The authors declare no competing interests.

Figures

Figure 1
Figure 1
The representation + noise model. Patients were presented with 150 successive trials consisting of pairs of manipulated prosodies (A) and asked to judge, within each pair, which sounded most interrogative (B). Patient responses in each trial were fitted with a 2-stage psychophysical model (C), consisting, first, of a prosodic template (or “internal representation”) to which sound stimuli are compared and, second, of a level of “internal noise” which controls how consistently this representation is applied to incoming stimuli. See main text for details about the model-fitting procedure. In this work, we estimate the two model parameters (representation and noise) for each patient individually and compare them with patient records to test their value as markers of receptive aprosodia.
Figure 2
Figure 2
Patient parameters (internal representations and internal noise) estimated by reverse-correlation separate controls from patients above and below the pathological cut-off on the MEC prosody comprehension scale (9/12). Left: Internal representations of interrogative prosody computed from control group responses exhibited a typical final-rise contour, with a marked increase of pitch at the end of the second syllable. In contrast, patients’ internal representations had both lower amplitude and more variable shape across individuals. The bottom waveform illustrates the shape of the base sound used to generate stimuli (a male-recording of the word vraiment/really). Right: control participants were able to apply these representations remarkably consistently across trials, with internal noise values < 1 standard deviations of stimulus noise. In contrast, patients’ internal noise levels were larger and more variable, and scaled with prosodic difficulties measured by MEC.
Figure 3
Figure 3
The representation + noise model captures a rich diversity of sensory/cognitive mechanisms underlying impairments of prosody processing after stroke. Center: Distribution of representation typicality and internal noise for controls and patients (considering all 4 sessions), overlaid with by kernel density estimate.
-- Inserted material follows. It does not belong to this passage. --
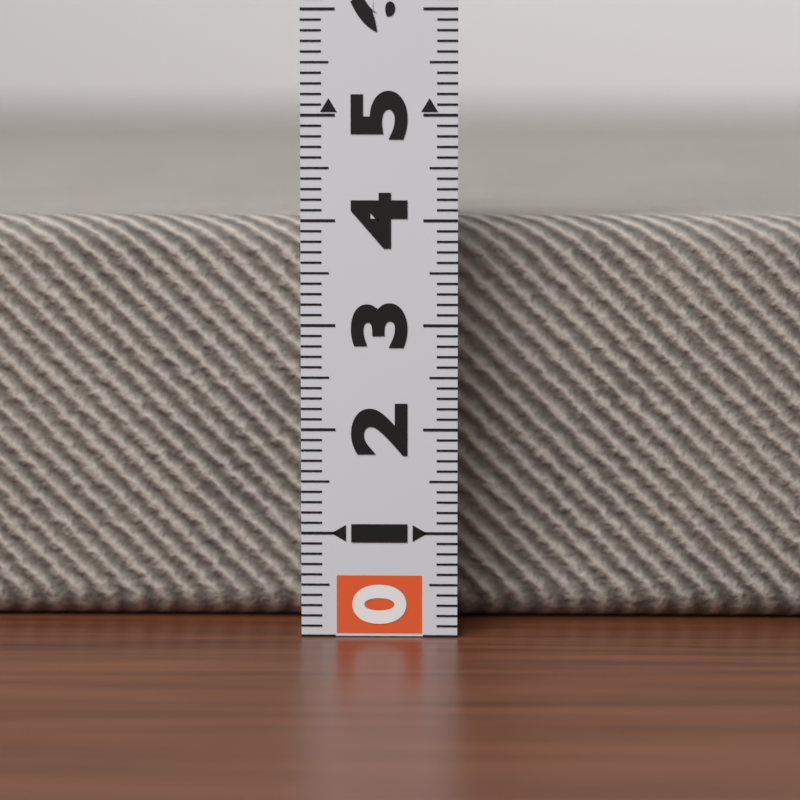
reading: 4.0 (no unit)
Histograms on the marginal axes show univariate distributions for each variable in the patient group. Corners: Corner boxes show internal representations (top) and behavioral series of responses (bottom) for 4 illustrative patients. Patients in top corners have internal representations (blue) that are similar to controls (orange), but vary in amounts of internal noise (e.g. showing excessive response perseveration; top-right). Patients in bottom corners have atypical representations (blue), but some nevertheless retain healthy levels of internal noise (e.g., being normally consistent in wrongly expecting question phrases to decrease rather than increase in pitch; bottom-left). The estimation of internal noise was limited to the range [0; + 5std]; data points in the upper side of that range may either correspond to true internal noise values, or to larger values for which we could not provide an exact estimate, as illustrated here with a dotted line in the central panel (see Appendix for details).